The big question, from the employer side, is the impression or the understanding that the biotech pharmaceutical companies in general just aren't equipped to work in a world where there's a rebate involved. If you take away the rebate, how do you operate? So, that model without rebates is another huge question mark, because for most of these novel therapies, there are little to no rebates. There may be some patient assistance programs, but how do we solve for that within the context of the manufacturer's list price, for example, which has been elevated in importance because of the Medicare negotiations of Most Favored Nation pricing? This also gets very complicated.
We're left with more questions than answers. It's going to probably take us 12 to 24 months to sort through. If there is no information coming from the manufacturer, those will be done without input from a manufacturer, which increases the likelihood that there is not going to be coverage or that the coverage will be very poor, and it's going to put a burden on patients and providers.
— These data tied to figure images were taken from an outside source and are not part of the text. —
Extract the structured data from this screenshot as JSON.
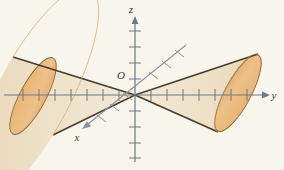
{
  "figure": {
    "background_color": "#f7f5ec",
    "labels": {
      "x_axis": "x",
      "y_axis": "y",
      "z_axis": "z",
      "origin": "O"
    },
    "colors": {
      "background": "#f7f5ec",
      "axis": "#7a8490",
      "axis_dark": "#6e7884",
      "cone_outline": "#4a3b2a",
      "cone_body_fill": "#efe3cb",
      "cone_cap_fill": "#e9bd83",
      "cone_cap_outline": "#8a6434",
      "label_text": "#3b3b3b"
    },
    "axes": {
      "origin_px": [
        135,
        95
      ],
      "z": {
        "direction": "up",
        "arrow_tip_px": [
          135,
          18
        ],
        "negative_end_px": [
          135,
          162
        ],
        "tick_count_positive": 5,
        "tick_count_negative": 4,
        "tick_spacing_px": 16
      },
      "y": {
        "direction": "right",
        "arrow_tip_px": [
          268,
          95
        ],
        "negative_end_px": [
          4,
          95
        ],
        "tick_count_positive": 7,
        "tick_count_negative": 7,
        "tick_spacing_px": 16
      },
      "x": {
        "direction": "lower-left",
        "arrow_tip_px": [
          82,
          128
        ],
        "negative_end_px": [
          186,
          45
        ],
        "tick_count": 6,
        "tick_spacing_px": 17
      }
    },
    "cones": {
      "description": "Two nappes of an elliptic cone meeting at the origin, opening along the positive and negative y directions",
      "nappe_right": {
        "apex_px": [
          135,
          95
        ],
        "cap_center_px": [
          238,
          93
        ],
        "cap_rx": 13,
        "cap_ry": 43,
        "cap_rotation_deg": 28
      },
      "nappe_left": {
        "apex_px": [
          135,
          95
        ],
        "cap_center_px": [
          33,
          96
        ],
        "cap_rx": 13,
        "cap_ry": 43,
        "cap_rotation_deg": 28
      }
    }
  }
}
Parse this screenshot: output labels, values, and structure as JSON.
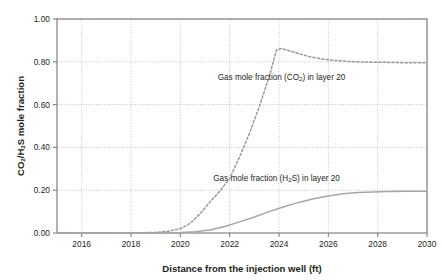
{
  "chart_data": {
    "type": "line",
    "title": "",
    "xlabel": "Distance from the injection well (ft)",
    "ylabel": "CO2/H2S mole fraction",
    "xlim": [
      2015,
      2030
    ],
    "ylim": [
      0.0,
      1.0
    ],
    "grid": true,
    "legend_position": "inline-annotation",
    "x_ticks": [
      "2016",
      "2018",
      "2020",
      "2022",
      "2024",
      "2026",
      "2028",
      "2030"
    ],
    "x_tick_values": [
      2016,
      2018,
      2020,
      2022,
      2024,
      2026,
      2028,
      2030
    ],
    "y_ticks": [
      "0.00",
      "0.20",
      "0.40",
      "0.60",
      "0.80",
      "1.00"
    ],
    "y_tick_values": [
      0.0,
      0.2,
      0.4,
      0.6,
      0.8,
      1.0
    ],
    "series": [
      {
        "name": "Gas mole fraction (CO2) in layer 20",
        "style": "dashed",
        "color": "#999999",
        "x": [
          2015.0,
          2016.0,
          2017.0,
          2018.0,
          2019.0,
          2019.5,
          2020.0,
          2020.4,
          2020.8,
          2021.2,
          2021.6,
          2022.0,
          2022.4,
          2022.8,
          2023.2,
          2023.6,
          2023.9,
          2024.1,
          2024.6,
          2025.2,
          2025.8,
          2026.4,
          2027.0,
          2028.0,
          2029.0,
          2030.0
        ],
        "values": [
          0.0,
          0.0,
          0.0,
          0.0,
          0.003,
          0.008,
          0.02,
          0.045,
          0.09,
          0.145,
          0.195,
          0.255,
          0.355,
          0.465,
          0.59,
          0.73,
          0.855,
          0.862,
          0.845,
          0.825,
          0.812,
          0.805,
          0.8,
          0.798,
          0.796,
          0.795
        ]
      },
      {
        "name": "Gas mole fraction (H2S) in layer 20",
        "style": "solid",
        "color": "#a6a6a6",
        "x": [
          2015.0,
          2016.0,
          2017.0,
          2018.0,
          2019.0,
          2020.0,
          2020.6,
          2021.2,
          2021.8,
          2022.4,
          2023.0,
          2023.6,
          2024.2,
          2024.8,
          2025.4,
          2026.0,
          2026.6,
          2027.2,
          2027.8,
          2028.4,
          2029.2,
          2030.0
        ],
        "values": [
          0.0,
          0.0,
          0.0,
          0.0,
          0.0,
          0.002,
          0.006,
          0.014,
          0.03,
          0.052,
          0.075,
          0.1,
          0.123,
          0.143,
          0.16,
          0.173,
          0.183,
          0.189,
          0.192,
          0.194,
          0.195,
          0.195
        ]
      }
    ],
    "annotations": [
      {
        "id": "co2-annotation",
        "text_parts": [
          "Gas mole fraction (CO",
          "2",
          ") in layer 20"
        ],
        "x": 2024.1,
        "y": 0.715
      },
      {
        "id": "h2s-annotation",
        "text_parts": [
          "Gas mole fraction (H",
          "2",
          "S) in layer 20"
        ],
        "x": 2023.9,
        "y": 0.245
      }
    ]
  },
  "axis": {
    "y_title_parts": [
      "CO",
      "2",
      "/H",
      "2",
      "S mole fraction"
    ],
    "x_title": "Distance from the injection well (ft)"
  },
  "colors": {
    "background": "#ffffff",
    "frame": "#808080",
    "grid": "#b3b3b3",
    "text": "#231f20",
    "co2_series": "#999999",
    "h2s_series": "#a6a6a6"
  }
}
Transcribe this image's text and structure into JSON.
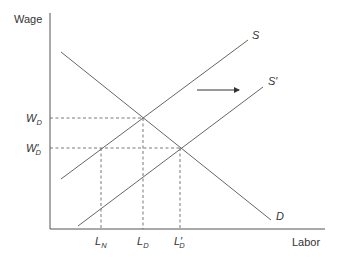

Is there anything else you hope that audiences will take away from this program?
Vogenberg: The important issue is that there is a recognition of the importance of this patient and caregiver journey by the employers, and certainly the manufacturers as well, but I think a lot of it is misunderstood in terms of how it operates. That's where this collaboration needs to come into play to have a much better understanding of where the barriers occur and how we can start removing some of these barriers like we're going to see happen with prior authorizations (PAs).
We're also going to see a big shift in terms of the third-party PBM landscape. A lot of these novel therapies are going to be covered under the medical benefit, but a lot of the ancillary therapies are covered by the PBM. So, I think we're also going to see a movement toward having more harmony across medical and pharmacy benefits. This would be a major change, which is sorely needed at this point, and one that looks at patients more holistically. That will also help us with the claim financing issue.
So, expect a lot of shifting and changing to continue for the next 1 to 2 years at a minimum. Three to 5 years out, I think we're going to start getting in a much better place than where we're at today.